She did everything right. It still ended her leadership path.
- Dirk H Horn
- Apr 12
- 2 min read
I know Renee from my consulting practice.
She took over a sizable division in her mid-thirties. She had strong business instincts and drove an aggressive market strategy that delivered results in a challenging environment. Her numbers were solid. From a performance perspective, she was doing exactly what was expected of her.
But Renee cared about more than performance.
She believed deeply in developing people. Leaders in her division were assessed more rigorously and received coaching and training to grow. She created programs for junior, high-potential talent to prepare them early for leadership. She invested time in team development to break down silos and improve collaboration across the organization. That’s where I worked with her.
The impact was tangible, the business continued to perform and the talent pipeline strengthened.
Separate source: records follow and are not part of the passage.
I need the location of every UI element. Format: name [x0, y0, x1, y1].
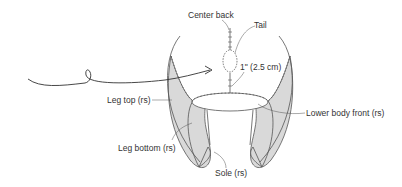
label-center-back: Center back	[188, 11, 234, 20]
leg-piece-right	[250, 56, 292, 168]
tail-arrow	[28, 70, 210, 86]
measurement-leader	[232, 72, 244, 86]
label-leg-bottom: Leg bottom (rs)	[118, 144, 176, 153]
label-sole: Sole (rs)	[215, 169, 247, 178]
tail-leader	[235, 26, 255, 53]
center-back-leader	[222, 20, 229, 30]
label-leg-top: Leg top (rs)	[107, 96, 150, 105]
sewing-diagram	[0, 0, 402, 187]
label-measurement: 1" (2.5 cm)	[240, 63, 281, 72]
label-lower-body-front: Lower body front (rs)	[306, 109, 384, 118]
tail-oval	[223, 50, 237, 72]
label-tail: Tail	[254, 21, 267, 30]
leg-gap	[207, 110, 253, 145]
sole-leader	[214, 152, 226, 168]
I saw the organization become more capable.
And yet, something didn’t add up.
At senior leadership meetings, Renee felt respected but never fully supported. The business results were acknowledged. Her organizational and people work rarely surfaced in the conversation. Over time, it became clear that despite strong performance, her future in the company was limited.
Not because she failed.
But because she went beyond what the system was ready to absorb.
Some of Renee’s peers were also delivering strong results, but without investing as much energy in what she often called “the people machine.” They focused on what the organization explicitly asked for and were rewarded accordingly.
Renee chose a different path. She invested ahead of the system, driven by a clear belief in what the organization should become. The problem was not her intent or the quality of her work. The problem was timing and fit.
When leaders push far beyond the system’s readiness, they don’t always become catalysts for change. Sometimes they become a disruptive episode. Something the organization works around, absorbs, and then moves past.
That outcome helps neither the organization nor the leader.
There is often far more impact in accepting the system’s current speed and rhythm and finding ways to stimulate change from within it, rather than racing ahead and forcing disruption. Change that travels with the system tends to stick. Change that outruns it is often neutralized.
That is the harder leadership discipline.
Leadership is not about doing everything you believe is right.
It is about understanding what the system is ready for, what it will reward, and how to move it forward without breaking your own position in the process.
Done well, conviction becomes influence.
Done poorly, it becomes friction.
And knowing the difference is one of the most underrated leadership skills there is.
Renee eventually moved on and took the experience as one of the most formative lessons of her still young leadership career. She didn’t abandon her conviction, but she refined it, learning that timing, system readiness, and influence matter as much as intent. Today, she is doing exceptionally well, building high-performing organizations that people genuinely want to work for. In hindsight, that chapter didn’t derail her path, it sharpened her leadership.